Monday, August 27, 2007

Creative Messes

In college I became friends with a young woman, one of three daughters, who grew up in a very traditional Italian home. Years later she came to my home for dinner. She was thinking about getting her own apartment and was looking forward to learning how to cook. I remarked with surprise that I had assumed her mother would have taught her how to cook.

“She didn’t want us to mess up the kitchen,” she explained.

The last time I made brownies with my son, I asked him to crack an egg into a bowl. He accidentally let the entire egg open outside of the bowl.

“Oh no,” I started, then checked myself. I thought of my friend.

“It’s okay,” I continued in a calmer voice, “Just try to get it into the bowl this time.”

Kids make messes. Four kids make lots of messes. Often it seems like all I do is clean up after their continual mess-making. Sometimes it seems like a fruitless use of my energy and abilities. But messes are necessary bi-products of creativity; creativity yields higher-order thinking; higher-order thinking yields productive, moral, intelligent adults.

So let your kids bake and make a mess; then have them all pitch in to clean up. You will have made more than a nice batch of cookies. The smell of the freshly-baked goods, the feel of the powdery flour, the taste of the uncooked batter, the sight of the rising dough, the sound of timers and chattering siblings, all come together firing hundreds of neurons from multiple brain centers to make a memory that will last a lifetime.

“Give her a reward of her labors, and let her works praise her at the city gates.”
Proverbs 31:31
The All Purpose Joy of Cooking by Irma S. Rombauer, Ethan Becker, and Marion Rombauer Becker (Hardcover - Nov 1998)

The only cookbook I ever really USE!

1 comment:

Joanna said...

1- I love this thought on creatvity and have never thought of it as such...and...
2- It sounds like I need to invest in this wonderful cookbook. I've been experimenting in the kitchen lots lately.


→ TASK TO COMPLETE:
Look through the data below. Pick out the lines holding the string "middle".

Figure record extracts:
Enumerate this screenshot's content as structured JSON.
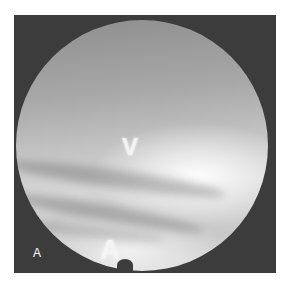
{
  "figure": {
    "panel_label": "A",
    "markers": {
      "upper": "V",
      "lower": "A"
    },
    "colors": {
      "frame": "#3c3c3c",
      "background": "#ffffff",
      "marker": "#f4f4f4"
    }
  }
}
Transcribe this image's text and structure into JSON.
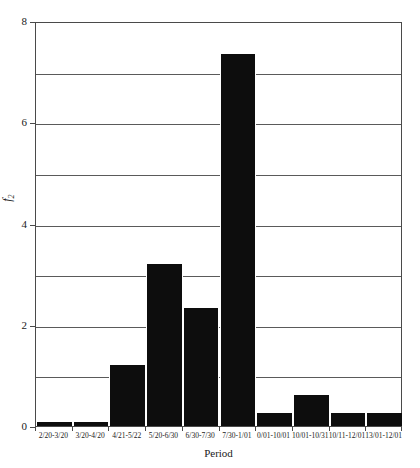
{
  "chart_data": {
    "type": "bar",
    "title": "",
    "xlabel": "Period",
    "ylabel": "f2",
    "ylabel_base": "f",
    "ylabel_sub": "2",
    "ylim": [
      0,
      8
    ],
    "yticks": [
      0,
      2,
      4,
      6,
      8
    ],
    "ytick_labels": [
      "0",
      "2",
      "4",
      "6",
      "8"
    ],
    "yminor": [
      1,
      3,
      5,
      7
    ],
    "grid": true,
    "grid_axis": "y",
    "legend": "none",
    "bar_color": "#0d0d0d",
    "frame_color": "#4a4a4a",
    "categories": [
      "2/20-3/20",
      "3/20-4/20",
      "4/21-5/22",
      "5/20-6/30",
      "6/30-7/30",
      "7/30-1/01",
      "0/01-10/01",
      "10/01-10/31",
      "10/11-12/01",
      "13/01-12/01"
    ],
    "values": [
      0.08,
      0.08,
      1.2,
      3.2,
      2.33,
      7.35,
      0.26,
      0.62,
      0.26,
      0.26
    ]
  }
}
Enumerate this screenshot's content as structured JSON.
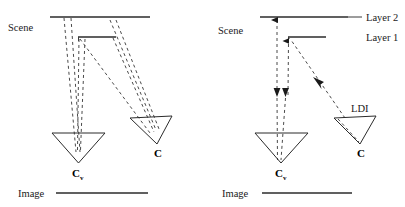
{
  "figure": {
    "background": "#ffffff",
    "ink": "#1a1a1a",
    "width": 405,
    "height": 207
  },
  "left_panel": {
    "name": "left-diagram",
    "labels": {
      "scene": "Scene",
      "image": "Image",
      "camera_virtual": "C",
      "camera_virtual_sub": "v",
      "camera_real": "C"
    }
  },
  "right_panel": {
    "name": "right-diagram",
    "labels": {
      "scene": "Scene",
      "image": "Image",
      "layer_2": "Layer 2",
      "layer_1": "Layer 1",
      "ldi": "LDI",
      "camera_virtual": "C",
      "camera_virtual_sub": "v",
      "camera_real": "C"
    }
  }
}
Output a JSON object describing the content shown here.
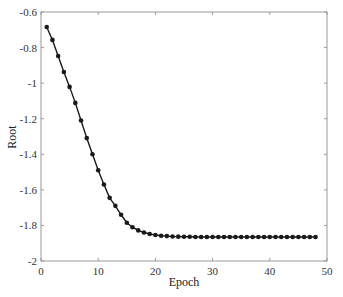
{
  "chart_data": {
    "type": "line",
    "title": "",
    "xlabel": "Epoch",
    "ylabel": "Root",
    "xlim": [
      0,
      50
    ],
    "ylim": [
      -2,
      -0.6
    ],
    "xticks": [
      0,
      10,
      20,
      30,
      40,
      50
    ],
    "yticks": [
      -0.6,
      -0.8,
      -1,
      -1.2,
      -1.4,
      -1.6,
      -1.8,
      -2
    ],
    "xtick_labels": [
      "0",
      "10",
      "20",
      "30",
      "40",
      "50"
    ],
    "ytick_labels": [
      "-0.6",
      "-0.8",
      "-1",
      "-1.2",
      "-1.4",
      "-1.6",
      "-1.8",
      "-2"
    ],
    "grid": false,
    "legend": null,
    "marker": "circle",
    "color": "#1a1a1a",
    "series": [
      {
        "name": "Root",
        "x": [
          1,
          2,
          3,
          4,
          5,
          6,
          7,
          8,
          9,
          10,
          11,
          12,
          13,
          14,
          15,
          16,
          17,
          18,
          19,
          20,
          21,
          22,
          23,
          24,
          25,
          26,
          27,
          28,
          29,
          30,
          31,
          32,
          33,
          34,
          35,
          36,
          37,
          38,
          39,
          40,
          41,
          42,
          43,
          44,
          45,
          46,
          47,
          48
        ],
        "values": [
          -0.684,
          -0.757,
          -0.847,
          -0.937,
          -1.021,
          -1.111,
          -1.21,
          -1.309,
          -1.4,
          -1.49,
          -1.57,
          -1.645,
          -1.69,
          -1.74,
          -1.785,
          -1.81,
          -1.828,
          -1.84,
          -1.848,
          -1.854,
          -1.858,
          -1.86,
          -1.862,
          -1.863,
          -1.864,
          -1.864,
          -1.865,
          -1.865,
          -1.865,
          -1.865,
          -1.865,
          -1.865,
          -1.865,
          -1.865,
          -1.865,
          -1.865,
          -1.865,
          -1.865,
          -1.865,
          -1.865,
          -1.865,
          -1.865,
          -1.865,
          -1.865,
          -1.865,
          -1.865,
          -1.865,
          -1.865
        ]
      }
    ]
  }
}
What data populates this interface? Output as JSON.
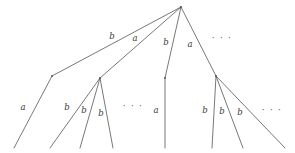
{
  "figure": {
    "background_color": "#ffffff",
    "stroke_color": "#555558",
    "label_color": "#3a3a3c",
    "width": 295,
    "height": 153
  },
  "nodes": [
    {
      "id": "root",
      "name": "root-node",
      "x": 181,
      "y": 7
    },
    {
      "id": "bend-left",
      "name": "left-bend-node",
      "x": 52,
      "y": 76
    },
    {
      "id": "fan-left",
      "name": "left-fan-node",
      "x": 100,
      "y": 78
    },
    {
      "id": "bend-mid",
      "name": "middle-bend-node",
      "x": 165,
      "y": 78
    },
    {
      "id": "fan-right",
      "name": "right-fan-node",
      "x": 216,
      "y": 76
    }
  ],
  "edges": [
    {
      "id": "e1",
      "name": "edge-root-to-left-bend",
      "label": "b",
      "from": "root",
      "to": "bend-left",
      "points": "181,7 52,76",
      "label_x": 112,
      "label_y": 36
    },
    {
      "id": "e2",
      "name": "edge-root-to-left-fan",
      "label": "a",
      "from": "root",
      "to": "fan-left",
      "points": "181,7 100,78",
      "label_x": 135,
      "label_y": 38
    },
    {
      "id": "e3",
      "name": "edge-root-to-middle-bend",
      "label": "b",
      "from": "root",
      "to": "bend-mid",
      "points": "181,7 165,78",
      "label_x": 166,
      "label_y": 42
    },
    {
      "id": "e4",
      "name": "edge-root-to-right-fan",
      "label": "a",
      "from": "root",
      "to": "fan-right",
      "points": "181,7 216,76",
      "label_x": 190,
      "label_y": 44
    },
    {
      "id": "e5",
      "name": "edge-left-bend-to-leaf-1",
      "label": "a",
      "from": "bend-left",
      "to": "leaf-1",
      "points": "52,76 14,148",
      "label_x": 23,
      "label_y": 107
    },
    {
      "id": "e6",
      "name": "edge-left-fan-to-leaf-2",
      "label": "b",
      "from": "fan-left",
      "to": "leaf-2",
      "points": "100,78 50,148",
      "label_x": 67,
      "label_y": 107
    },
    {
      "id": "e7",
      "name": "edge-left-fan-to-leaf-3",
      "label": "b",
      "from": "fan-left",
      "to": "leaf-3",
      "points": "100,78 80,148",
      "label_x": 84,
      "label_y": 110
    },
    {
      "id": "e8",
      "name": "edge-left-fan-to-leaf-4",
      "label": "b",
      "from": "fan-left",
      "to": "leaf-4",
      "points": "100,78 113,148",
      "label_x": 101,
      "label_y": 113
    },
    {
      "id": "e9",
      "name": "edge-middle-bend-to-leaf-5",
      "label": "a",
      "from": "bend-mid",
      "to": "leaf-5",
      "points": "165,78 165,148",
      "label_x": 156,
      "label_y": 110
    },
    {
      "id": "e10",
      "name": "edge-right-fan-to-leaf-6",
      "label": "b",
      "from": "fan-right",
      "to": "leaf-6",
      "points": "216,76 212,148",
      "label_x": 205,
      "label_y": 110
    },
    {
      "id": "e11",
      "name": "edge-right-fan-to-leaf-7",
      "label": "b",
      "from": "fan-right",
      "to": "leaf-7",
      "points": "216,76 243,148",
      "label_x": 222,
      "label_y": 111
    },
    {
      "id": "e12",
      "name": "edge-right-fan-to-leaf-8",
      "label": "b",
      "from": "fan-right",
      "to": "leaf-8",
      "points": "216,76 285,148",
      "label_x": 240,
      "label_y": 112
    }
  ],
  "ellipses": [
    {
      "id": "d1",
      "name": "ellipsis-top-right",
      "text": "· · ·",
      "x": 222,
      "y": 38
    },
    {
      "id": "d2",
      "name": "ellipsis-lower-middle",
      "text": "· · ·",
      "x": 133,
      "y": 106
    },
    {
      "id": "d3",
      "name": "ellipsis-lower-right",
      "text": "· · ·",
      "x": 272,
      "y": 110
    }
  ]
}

→ SOLUTION FOR THIS PROBLEM:
      "name": "middle-bend-node",
      "name": "edge-root-to-middle-bend",
      "name": "edge-middle-bend-to-leaf-5",
      "name": "ellipsis-lower-middle",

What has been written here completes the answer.